Vector-Valued Functions
| English | Chinese | Pinyin |
|---|---|---|
| vector-valued function | 向量值函数 | xiàng liàng zhí hán shù |
| vector | 向量 | xiàng liàng |
| parameter | 参数 | cān shù |
A function that outputs an arrow
- Ordinary functions output a number; parametric ones output a pair of coordinates.
- A vector-valued function packages that pair into a single vector.
- Think of it as an arrow from the origin whose tip moves as time passes.
- It is the natural language for describing position, velocity, and motion in the plane.
What it outputs
- A vector-valued function 向量值函数 $\vec{r}(t)$ returns a vector 向量 for each input $t$.
- Usually that vector is a position: $\vec{r}(t) = \langle x(t), y(t)\rangle$.
- The parameter 参数 $t$ (often time) drives the arrow to a new spot.
- So one input gives one arrow, pointing from the origin to the current location.
A vector-valued function $\vec{r}(t)$ outputs, for each $t$, a…
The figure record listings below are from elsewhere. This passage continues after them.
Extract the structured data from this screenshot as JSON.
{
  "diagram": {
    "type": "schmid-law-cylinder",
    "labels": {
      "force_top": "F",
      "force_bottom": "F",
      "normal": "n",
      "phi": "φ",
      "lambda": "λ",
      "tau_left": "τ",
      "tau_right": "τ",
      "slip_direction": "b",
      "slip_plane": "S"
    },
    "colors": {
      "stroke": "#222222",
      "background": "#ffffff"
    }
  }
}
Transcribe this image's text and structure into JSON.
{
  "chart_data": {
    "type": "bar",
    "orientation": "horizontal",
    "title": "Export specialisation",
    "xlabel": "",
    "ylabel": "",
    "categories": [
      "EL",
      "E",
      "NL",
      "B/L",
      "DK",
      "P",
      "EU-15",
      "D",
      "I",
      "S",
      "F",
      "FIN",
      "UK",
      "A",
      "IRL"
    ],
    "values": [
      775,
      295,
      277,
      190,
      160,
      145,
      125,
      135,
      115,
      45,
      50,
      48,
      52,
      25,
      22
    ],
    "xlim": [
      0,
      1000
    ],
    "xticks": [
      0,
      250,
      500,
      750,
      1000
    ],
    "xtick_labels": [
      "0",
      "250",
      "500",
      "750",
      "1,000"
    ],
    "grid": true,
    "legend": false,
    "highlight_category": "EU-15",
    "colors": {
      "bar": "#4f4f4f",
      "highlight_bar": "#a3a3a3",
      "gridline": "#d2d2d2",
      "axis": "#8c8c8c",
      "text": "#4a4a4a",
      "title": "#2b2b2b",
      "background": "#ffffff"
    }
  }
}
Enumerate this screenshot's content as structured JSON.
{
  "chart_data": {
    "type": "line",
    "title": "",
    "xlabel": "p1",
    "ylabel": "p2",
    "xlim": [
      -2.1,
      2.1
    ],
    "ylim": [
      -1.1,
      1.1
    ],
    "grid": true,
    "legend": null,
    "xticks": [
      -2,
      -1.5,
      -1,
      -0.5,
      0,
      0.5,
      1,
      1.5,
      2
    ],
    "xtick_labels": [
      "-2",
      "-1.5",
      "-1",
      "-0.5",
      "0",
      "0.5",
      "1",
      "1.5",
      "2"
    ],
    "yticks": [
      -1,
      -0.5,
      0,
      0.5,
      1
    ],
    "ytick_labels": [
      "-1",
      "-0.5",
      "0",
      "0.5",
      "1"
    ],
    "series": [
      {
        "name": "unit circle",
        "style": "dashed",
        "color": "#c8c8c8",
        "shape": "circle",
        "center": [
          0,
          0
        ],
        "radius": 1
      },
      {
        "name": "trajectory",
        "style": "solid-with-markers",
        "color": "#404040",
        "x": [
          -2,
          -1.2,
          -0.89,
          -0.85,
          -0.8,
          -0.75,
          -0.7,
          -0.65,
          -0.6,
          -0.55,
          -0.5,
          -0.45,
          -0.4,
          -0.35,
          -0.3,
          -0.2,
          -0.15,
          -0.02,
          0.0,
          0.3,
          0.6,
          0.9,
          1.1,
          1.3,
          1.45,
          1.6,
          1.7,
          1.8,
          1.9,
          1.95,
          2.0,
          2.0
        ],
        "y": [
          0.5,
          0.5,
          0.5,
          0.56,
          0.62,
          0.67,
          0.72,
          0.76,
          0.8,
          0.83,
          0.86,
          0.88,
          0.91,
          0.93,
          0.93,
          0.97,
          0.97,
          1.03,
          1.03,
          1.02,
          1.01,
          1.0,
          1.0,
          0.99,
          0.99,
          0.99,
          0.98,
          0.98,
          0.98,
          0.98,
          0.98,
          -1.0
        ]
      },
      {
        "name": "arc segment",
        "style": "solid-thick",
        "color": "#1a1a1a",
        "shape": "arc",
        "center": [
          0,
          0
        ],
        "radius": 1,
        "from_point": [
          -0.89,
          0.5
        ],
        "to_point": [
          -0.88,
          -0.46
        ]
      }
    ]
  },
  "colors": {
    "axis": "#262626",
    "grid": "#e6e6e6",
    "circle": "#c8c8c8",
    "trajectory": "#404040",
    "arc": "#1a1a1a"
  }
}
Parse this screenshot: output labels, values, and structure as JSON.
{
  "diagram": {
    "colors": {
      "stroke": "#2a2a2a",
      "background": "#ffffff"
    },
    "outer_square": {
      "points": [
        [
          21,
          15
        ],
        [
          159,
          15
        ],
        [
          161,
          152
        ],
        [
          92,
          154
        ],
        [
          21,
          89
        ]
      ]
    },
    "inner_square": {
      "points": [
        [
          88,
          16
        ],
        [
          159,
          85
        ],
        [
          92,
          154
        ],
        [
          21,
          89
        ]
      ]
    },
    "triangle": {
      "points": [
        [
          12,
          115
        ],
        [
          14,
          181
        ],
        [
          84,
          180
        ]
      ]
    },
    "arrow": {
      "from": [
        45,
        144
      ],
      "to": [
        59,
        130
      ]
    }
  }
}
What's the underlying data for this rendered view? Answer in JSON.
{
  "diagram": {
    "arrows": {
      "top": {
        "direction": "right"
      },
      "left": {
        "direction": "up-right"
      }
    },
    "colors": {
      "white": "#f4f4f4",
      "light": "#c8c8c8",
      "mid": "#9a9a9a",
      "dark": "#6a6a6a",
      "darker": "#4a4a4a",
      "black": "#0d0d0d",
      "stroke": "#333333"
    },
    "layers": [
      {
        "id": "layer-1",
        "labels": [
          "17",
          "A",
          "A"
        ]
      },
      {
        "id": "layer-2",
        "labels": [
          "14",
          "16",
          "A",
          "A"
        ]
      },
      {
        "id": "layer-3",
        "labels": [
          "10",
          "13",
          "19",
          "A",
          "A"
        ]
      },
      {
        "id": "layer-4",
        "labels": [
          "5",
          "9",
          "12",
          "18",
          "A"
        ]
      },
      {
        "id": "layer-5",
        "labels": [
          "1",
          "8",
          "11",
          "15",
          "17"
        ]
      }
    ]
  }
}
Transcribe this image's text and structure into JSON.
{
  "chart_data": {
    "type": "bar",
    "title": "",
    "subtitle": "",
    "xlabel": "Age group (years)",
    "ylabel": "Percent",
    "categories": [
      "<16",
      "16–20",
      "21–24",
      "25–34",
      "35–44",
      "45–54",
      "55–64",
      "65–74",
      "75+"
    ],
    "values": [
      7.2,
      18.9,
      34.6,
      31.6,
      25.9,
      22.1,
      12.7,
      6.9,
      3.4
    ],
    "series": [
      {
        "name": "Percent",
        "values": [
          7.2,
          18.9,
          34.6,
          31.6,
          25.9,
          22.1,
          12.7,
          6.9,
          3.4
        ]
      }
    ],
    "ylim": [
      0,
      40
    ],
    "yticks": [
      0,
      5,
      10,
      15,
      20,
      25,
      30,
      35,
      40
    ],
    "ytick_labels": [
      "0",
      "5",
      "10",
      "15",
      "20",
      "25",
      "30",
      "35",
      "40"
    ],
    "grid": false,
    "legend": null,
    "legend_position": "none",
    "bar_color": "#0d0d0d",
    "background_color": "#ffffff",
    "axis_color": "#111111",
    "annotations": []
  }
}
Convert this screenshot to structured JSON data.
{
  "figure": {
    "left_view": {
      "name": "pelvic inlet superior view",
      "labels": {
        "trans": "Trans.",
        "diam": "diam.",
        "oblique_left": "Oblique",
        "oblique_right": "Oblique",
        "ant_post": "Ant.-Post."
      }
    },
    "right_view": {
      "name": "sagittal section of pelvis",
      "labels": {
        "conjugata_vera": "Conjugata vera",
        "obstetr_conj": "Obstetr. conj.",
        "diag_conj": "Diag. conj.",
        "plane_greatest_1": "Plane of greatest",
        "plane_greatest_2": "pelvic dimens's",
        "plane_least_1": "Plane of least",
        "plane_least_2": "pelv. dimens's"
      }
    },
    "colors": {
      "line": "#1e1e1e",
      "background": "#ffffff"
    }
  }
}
A vector-valued function returns a vector for each input — often the position $\langle x(t), y(t)\rangle$.
The tip traces the path
- Hold the tail at the origin and let $t$ increase.
- The arrow's tip moves, and the trail it leaves is the curve.
- That curve is exactly the parametric path from earlier lessons.
- So a vector-valued function and a parametric function are two views of one idea.

A vector-valued function $\vec{r}(t) = \langle x(t), y(t)\rangle$ is closely related to a parametric function.
They are two views of the same idea: the components $x(t), y(t)$ are exactly the parametric equations.
As the parameter $t$ changes, the ____ of the position vector traces the curve.
The vector starts at the origin; its arrow tip marks the current point on the path.
For $\vec{r}(t) = \langle 2t,\ t^2\rangle$, what is the $y$-component at $t = 3$?
The $y$-component is $t^2 = 3^2 = 9$; the $x$-component is $2t = 6$, so $\vec{r}(3) = \langle 6, 9\rangle$.
Select all true statements about vector-valued functions.
They output a vector, not a single number. The other three are correct.
Evaluating and combining
- Evaluate $\vec{r}(t)$ by plugging $t$ into each component.
- $\vec{r}(3) = \langle 2\cdot 3,\ 3^2\rangle = \langle 6, 9\rangle$ for $\vec{r}(t) = \langle 2t, t^2\rangle$.
- The rate of change of $\vec{r}(t)$ is the velocity vector — components $\langle x'(t), y'(t)\rangle$.
- Add two vector-valued functions by adding their components.
Vector-valued functions
A vector-valued function outputs a vector; add the component vectors to get the resultant.
Why the vector view helps
- Writing motion as one vector keeps position, velocity, and direction together.
- It generalises cleanly to three dimensions, where you add a $z(t)$ component.
- Physics and computer graphics describe moving objects exactly this way.
- The single-arrow picture makes combined motions easy to reason about.
A vector-valued function outputs a vector, not a number. Do not treat $\vec{r}(t) = \langle x(t), y(t)\rangle$ as a single value — it always carries two components (a direction and a size), and both change with $t$.
A particle moves as $\vec{r}(t) = \langle t,\ t^2\rangle$.
- At $t = 0$: $\vec{r} = \langle 0, 0\rangle$ — it starts at the origin.
- At $t = 2$: $\vec{r} = \langle 2, 4\rangle$ — up and to the right.
- Its tip traces the parabola $y = x^2$ as $t$ increases.
A vector-valued function $\vec{r}(t)$ outputs a vector for each parameter value — usually the position $\langle x(t), y(t)\rangle$. Its tip traces a path as $t$ changes, so it is the vector view of a parametric function. Evaluate it component by component.